The day we broke up, I went to a going-out-of-business party at a downtown gay bar. It was here that I met Ronald Eyer, mere hours after my three-year relationship came to an end. Ronnie drove in from Lake Charles for our first date and we had sex before dinner. A few days later, I woke up to use the bathroom and felt an intense burning sensation emanating from the tip of my dick. I called Ronnie and screamed at him through tears. “I liked you a lot!” I yelled. “And you gave me an STD!” A trip to the ER revealed a simple UTI, so I immediately called Ronnie to apologize. He soon after dropped out of McNeese and moved out of his fraternity house — just to be with me, his first boyfriend, in Lafayette. Ronnie moved into a studio apartment near mine and I got him a job waiting tables with me at Johnny Carino’s, a casual Italian restaurant that served dishes like “Spicy Shrimp & Chicken” and “Sicilian Firesticks.” We worked together, ate every meal together, and had sex as often as possible. He was nothing like anyone I’d ever dated before — tan, rail-thin, simple, and country — but I loved his East Texas accent and the way he filtered the word through his infinite sense of wonder and amazement. It lasted eight months before his mother suggested he move back home. I was heartbroken when he told me, and demanded we break up immediately. So he left my apartment and then left for Hitchcock, Texas a couple days later. A week after that, I received an envelope in the mail with a Hitchcock return address. When I opened it, a silver ring slid out and fell into my palm. When I held it up to the light, I noticed that it was engraved with the words, “The First, The Last.” He was going to ask me to marry him.

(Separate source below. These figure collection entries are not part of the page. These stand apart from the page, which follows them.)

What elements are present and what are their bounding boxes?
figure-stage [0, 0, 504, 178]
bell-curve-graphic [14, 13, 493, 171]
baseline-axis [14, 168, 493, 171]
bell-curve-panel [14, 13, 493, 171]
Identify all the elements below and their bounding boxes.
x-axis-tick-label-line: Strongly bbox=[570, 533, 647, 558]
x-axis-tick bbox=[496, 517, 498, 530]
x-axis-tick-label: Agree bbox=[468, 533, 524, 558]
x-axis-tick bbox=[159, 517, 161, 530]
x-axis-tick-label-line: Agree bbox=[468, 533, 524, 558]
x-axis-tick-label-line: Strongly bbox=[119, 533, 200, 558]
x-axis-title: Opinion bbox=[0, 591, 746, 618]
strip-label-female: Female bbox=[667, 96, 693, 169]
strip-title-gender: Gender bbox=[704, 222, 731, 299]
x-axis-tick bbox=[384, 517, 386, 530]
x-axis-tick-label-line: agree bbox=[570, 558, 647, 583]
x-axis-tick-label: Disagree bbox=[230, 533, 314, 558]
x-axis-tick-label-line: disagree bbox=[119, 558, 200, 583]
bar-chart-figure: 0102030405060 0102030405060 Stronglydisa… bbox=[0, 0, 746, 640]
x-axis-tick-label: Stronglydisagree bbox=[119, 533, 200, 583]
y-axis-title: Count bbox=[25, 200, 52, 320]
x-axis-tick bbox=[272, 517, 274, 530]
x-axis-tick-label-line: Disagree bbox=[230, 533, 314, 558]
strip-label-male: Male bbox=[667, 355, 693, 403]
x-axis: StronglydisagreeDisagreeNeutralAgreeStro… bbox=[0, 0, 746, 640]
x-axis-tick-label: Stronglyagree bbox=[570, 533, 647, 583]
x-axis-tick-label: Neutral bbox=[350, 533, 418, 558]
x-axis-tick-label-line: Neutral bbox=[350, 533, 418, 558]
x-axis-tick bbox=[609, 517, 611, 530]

In Ronnie’s wake, I finally started taking stock of my dating life. Since I was a sophomore in high school, I pretty much always had a partner. And in the pockets between boyfriends, I’d managed to continue casually dating and fucking. Ronnie was the nineteenth person with whom I’d had sex and my fervent opportunism didn’t suggest he’d be the last. But in terms of serious relationships, I felt like the first era was behind me. I started to see each relationship as an episode, with a definitive beginning and ending. Though Barrett and I would continue having sex after Ronnie left, he was still a character from an earlier season. A few years ago, when Jason and I spent an entire Saturday night walking the streets of New Orleans and snuggling on a bench overlooking the Mississippi, it felt like a guest starring role on a very special episode.

I started my blog, ExboyfriendMaterial.com, and wrote essays about where and how these relationships began and ended. I never saw the point in kicking anything into the long grass, so I kept everything. People think true beauty is in nuance, but sometimes, beauty is obvious. It’s a wide-angle shot of an endless landscape. So that’s the way I started seeing myself with other men; it was the moments in bed just before he wakes up and [at the exact same time], it was days folding into months, folding into years.

This morning, waking from a dream, I realized I am single. I’ve been single before, but the difference between then and now is the palpable intuition that something else is right around the corner — beckoning me into some new, doomed union. But I don’t feel that. I don’t feel anything at all.

While most people compartmentalize the past in years, I define personal history by my relationship status. Since Ronnie, I’ve had seven serious relationships: Kyle, Cody, Nick, Jacob, James, Andy, and Jeffrey. If you’ve been keeping track, that’s 12 boyfriends and one girlfriend — spanning 13 years. Each relationship can be spun into an infinite narrative and reduced to a single sentence. And for the first time in my life, I feel like I’m standing on the last period of an ellipsis. 

Half of me wonders who will love me next, but the other half thinks I’m being selfish. I’ve made love my life’s work, and I’m not unsatisfied with what I’ve got to show for it. I’ve got all these photographs and totems and memories. A bottomless ocean of memories in which I often find myself at night, when I’m alone in bed, sinking. Drowning.